There currently is no military threat to Finland from Russia. Finnish ambassador to the UN Klaus Korhonen admitted as much in an interview with CNN yesterday. He said that the Finnish decision to join NATO is the result of a “very drastic change in our security environment” after the Russian invasion of Ukraine, a formulation frequently used by the U.S. and U.K. governments, along with their NATO allies, to describe the alleged effects of “Russian aggression” in Ukraine. Korhonen frankly admitted, however, that currently there are no “direct military threats against Finland,” by Russia, adding that they don’t see any “irregular activity.”
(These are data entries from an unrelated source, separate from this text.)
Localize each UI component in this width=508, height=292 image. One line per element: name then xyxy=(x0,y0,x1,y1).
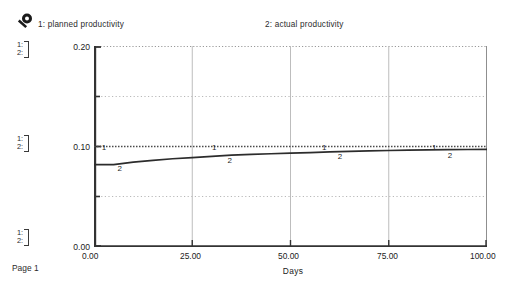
x-axis-labels: 0.00 25.00 50.00 75.00 100.00 xyxy=(0,251,508,267)
series2-marker-label: 2 xyxy=(448,151,453,160)
series1-marker-label: 1 xyxy=(212,143,217,152)
legend-item-actual-productivity: 2: actual productivity xyxy=(265,20,344,29)
scale-bracket-top xyxy=(24,41,29,58)
x-tick-label-100: 100.00 xyxy=(470,251,496,261)
scale-group-top: 1: 2: xyxy=(17,41,39,58)
x-tick-label-25: 25.00 xyxy=(180,251,201,261)
x-axis-title: Days xyxy=(0,266,508,276)
page-footer-label: Page 1 xyxy=(12,263,39,273)
magnifier-icon xyxy=(14,12,36,32)
scale-group-bottom: 1: 2: xyxy=(17,229,39,246)
series1-marker-label: 1 xyxy=(322,143,327,152)
y-axis-labels: 0.20 0.10 0.00 xyxy=(38,0,90,292)
scale-bracket-middle xyxy=(24,135,29,152)
y-tick-label-010: 0.10 xyxy=(44,142,90,152)
x-tick-label-0: 0.00 xyxy=(82,251,98,261)
scale-group-bottom-line2: 2: xyxy=(17,236,23,245)
scale-group-middle-line2: 2: xyxy=(17,142,23,151)
scale-bracket-bottom xyxy=(24,229,29,246)
y-tick-label-020: 0.20 xyxy=(44,42,90,52)
x-tick-label-50: 50.00 xyxy=(278,251,299,261)
scale-group-middle: 1: 2: xyxy=(17,135,39,152)
x-tick-label-75: 75.00 xyxy=(377,251,398,261)
series2-marker-label: 2 xyxy=(118,164,123,173)
series1-marker-label: 1 xyxy=(102,143,107,152)
scale-group-top-line2: 2: xyxy=(17,48,23,57)
chart-plot-area: 1 1 1 1 2 2 2 2 xyxy=(94,46,487,247)
series2-marker-label: 2 xyxy=(338,152,343,161)
series2-marker-label: 2 xyxy=(228,156,233,165)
The integration of Finland in NATO’s military structures, however, will not be seen the same way by Russia. Stars & Stripes reports that U.S. troops have carried out periodic training events in Finland, and with full-fledged Finnish membership in NATO, those opportunities to carry out joint missions are expected to expand. Finland’s modernized military also would bring significant assets to NATO’s northeastern flank along the 800-mile border Finland shares with Russia. With Finnish membership in NATO, St. Petersburg will potentially be threatened from two directions—from NATO member Estonia in the southwest, and from Finland to the northwest. NATO maritime forces operating in the Gulf of Finland will be protected from both flanks.
Russia can only respond by beefing up its forces in the Kaliningrad region. “There will emerge a tremendous imbalance, and correcting it will be possible only by the concentrated deployment of weapons armed with nuclear warheads,” Dmitry Suslov, the deputy director of the Center for Comprehensive European and International Studies of the Higher School of Economics, told TASS.
“Apparently, it is already hard to speak about a nuclear-free status of the Baltic Region,” agrees the director of the Russian International Affairs Council Andrey Kortunov. Russia’s greater military activity in the region in any case will be the minimum “that apparently will have to be expected regardless of the modalities of Finland’s accession to NATO,” he warned.